In October 1955, Lamantia and four other poets gave a reading at the Sixth Gallery in San Francisco that is considered the launch of the Beat generation. Ginsberg, Snyder, Michael McClure and Philip Whelan also read that night.

Lamantia kept his distance from the Beats, however. "He never had the interest in self-promotion or the sustained creativity of Ginsberg," Steven Schwartz, author of "From West to East, California and the Making of the American Mind" (1998), said Thursday.

"The Beats were street intellectuals. Lama! ntia was a serious intellectual."

After a long battle with addiction, Lamantia managed to get off drugs.

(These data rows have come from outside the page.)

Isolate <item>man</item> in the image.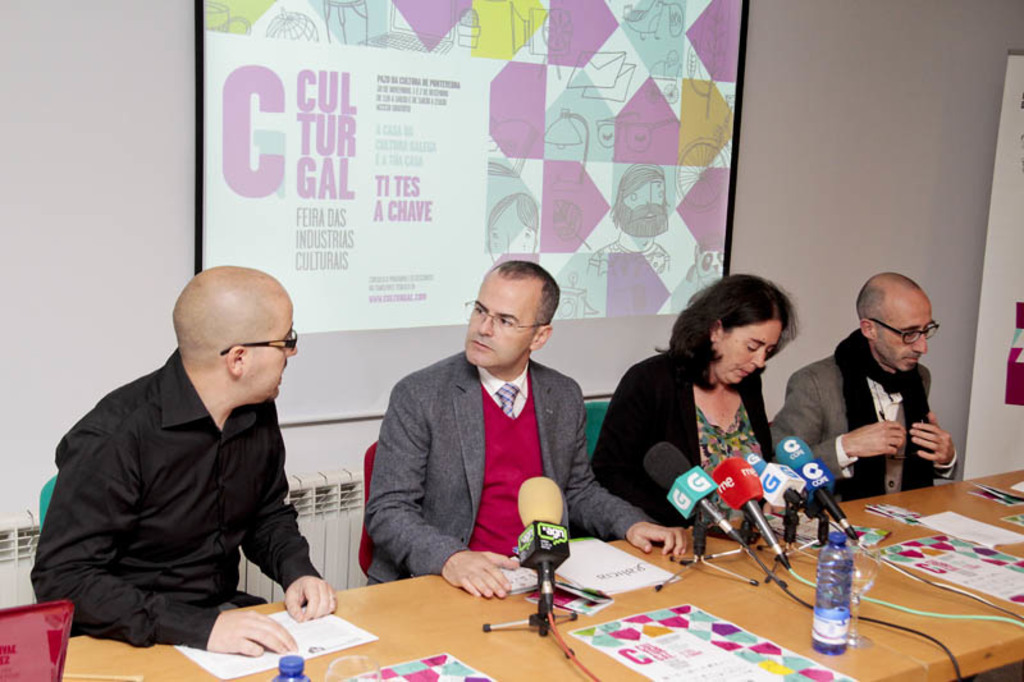
Isolated region: BBox(37, 253, 339, 667).
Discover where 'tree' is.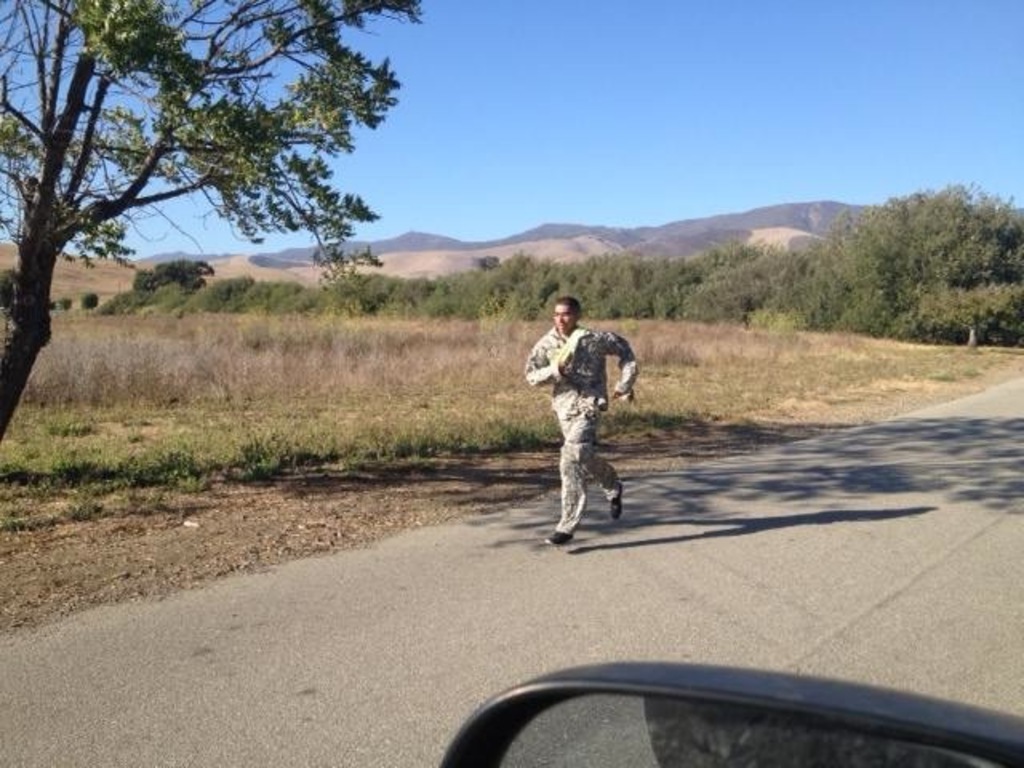
Discovered at <region>0, 262, 11, 309</region>.
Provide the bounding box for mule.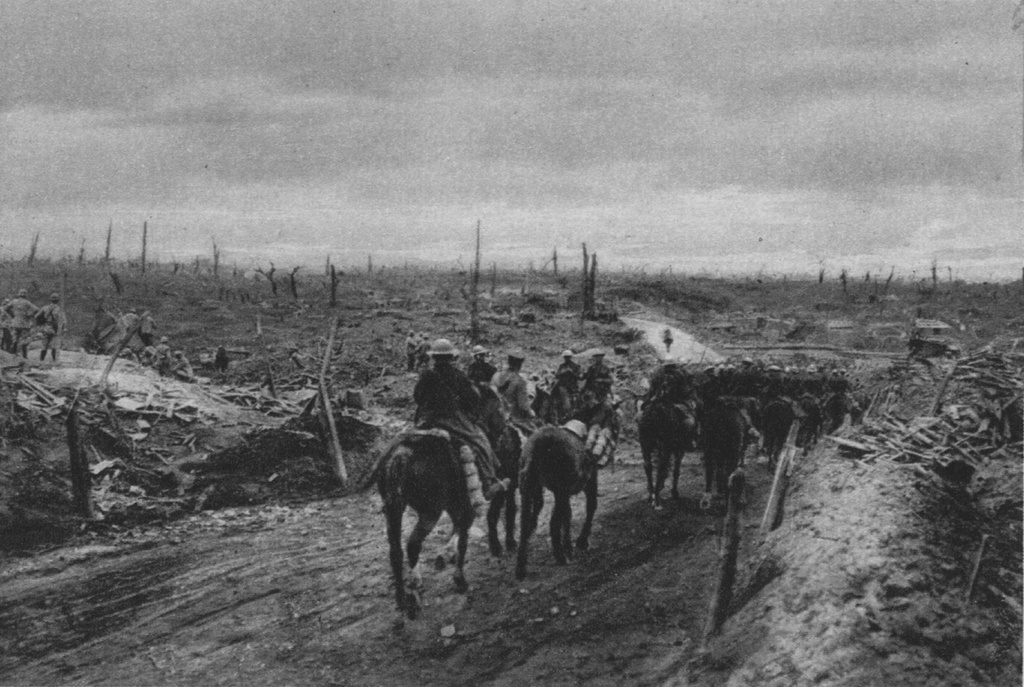
pyautogui.locateOnScreen(755, 385, 822, 472).
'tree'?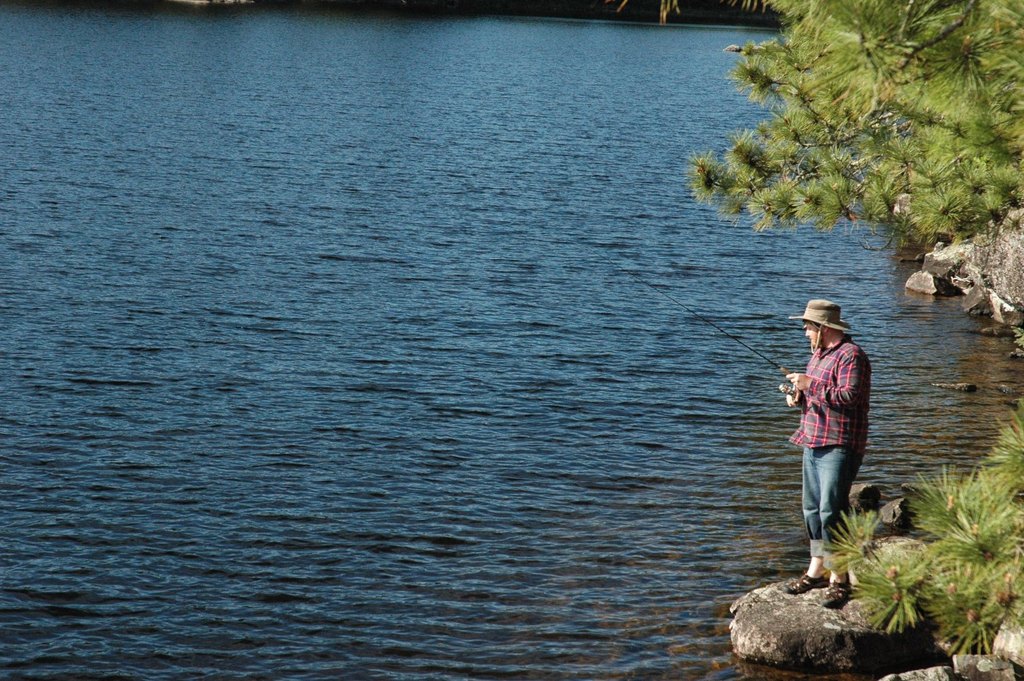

He wrote about his struggle in "Astro-Mancy" (1967). "I'm recovering / from a decade of poisons / I renounce all narcotics / & pharmacopoeic disciplines," he wrote.

He married Nancy Peters, the co-publisher of City Lights Books, in 1978 and continued to write intermittently. His collection "The Blood of the Air" (1970) was followed by "Becoming Visible" 11 years later. He also lectured on poetry at San Francisco State University and San Francisco Art Institute through the 1970s.

He is survived by his wife.

A memorial service will be held March 27 at 2 p.m. at Enrico's Cafe, 504 Broadway, in San Francisco.